BY PHILIP K. SCHEUER Yet Not Too Hiffliliro $pck Tights' Artistic, fc 1 can-can. Hans Van Manen plays hef husband and Petit thi dashing young man who takes place as the husband's portrait takej ITS place Vhh. those of her other lat (or ex) husbands on the Eizet's opera score is re-arranged but exciting as ever in "Carmen," thaj piece de resistance-! It is danced S3 hard and well that the sweat showif as Don Jose meets and falls for th Spanish cigarette girl, wins her al thaf price of his honor, loses her to th toreador and, in his jealousy, killi her. i i Spellbinding Sensuality 1 Peaks of virtuosity are reached la Petit's love scene (added) vnth that tempting jeanmaire in Carmen's bed 'room-spellbinding in its Latin sen suality and in Petit's climactic ritual of hate to a throbbing drum.

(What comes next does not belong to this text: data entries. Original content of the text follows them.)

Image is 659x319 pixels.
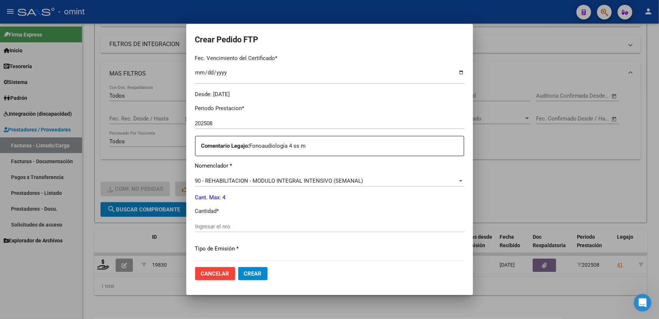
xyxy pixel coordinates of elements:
[195,244,464,253] p: Tipo de Emisión *
[195,193,464,202] p: Cant. Max: 4
[195,54,464,63] p: Fec. Vencimiento del Certificado
[201,142,249,149] strong: Comentario Legajo:
[195,177,363,184] span: 90 - REHABILITACION - MODULO INTEGRAL INTENSIVO (SEMANAL)
[195,104,464,113] p: Periodo Prestacion
[634,294,651,311] iframe: Intercom live chat
[195,260,223,267] span: Electronica
[195,207,464,215] p: Cantidad
[238,267,267,280] button: Crear
[195,33,464,47] h2: Crear Pedido FTP
[195,162,464,170] p: Nomenclador *
[201,270,229,277] span: Cancelar
[195,90,464,99] div: Desde: [DATE]
[195,267,235,280] button: Cancelar
[244,270,262,277] span: Crear
[201,142,464,150] p: Fonoaudiología 4 ss m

The pali. are tops in Terps here and they ara( matched in a short but stunning tunji by Henning Kronstam as the triumphant toreador. Even spectators who' wouldn't presume to master anything more intricate than the twist will have no difficulty in 'getting this "Carmen's" message! "Black Tights" was filmed entirely, in Paris. It was produced by the latcp Joseph Kaufman in association witH Simon Schiffrin and is being release! here by Magna. i A 4 i Los Angeles is no stranger to the ballets of Roland Petit; he has danced here with his premiere danseuse, Zizi1 Jeanmaire, who is also his wife.

And Jeanmaire appeared in the Hollywood movies, "Hans ClirLstian Andersen" and "Anything Goes." Soon they will be back in a motion picture of their own, "Black Tights." It will present a challenge, box-office-wise, as screen ballet always does: Gene Kelly's "Invitation to the Dance," in 1957, was hardly a success and the full-length classics the Rus-slans have sent us, from Tschaikow-sky to Prokofieff, have attracted only specialized audiences. A Potential Handicap "Black Tights" is different. It has the precedence of "West Side Story" behind it, and could do as much to popularize Frenjch ballet as "West Side" did for American. For "Black Tights" is artistic without being forbiddingly highbrow. It still, however, must override a potential handicap as far as American filmgoers are concerned: it tells not one but four sto-ries.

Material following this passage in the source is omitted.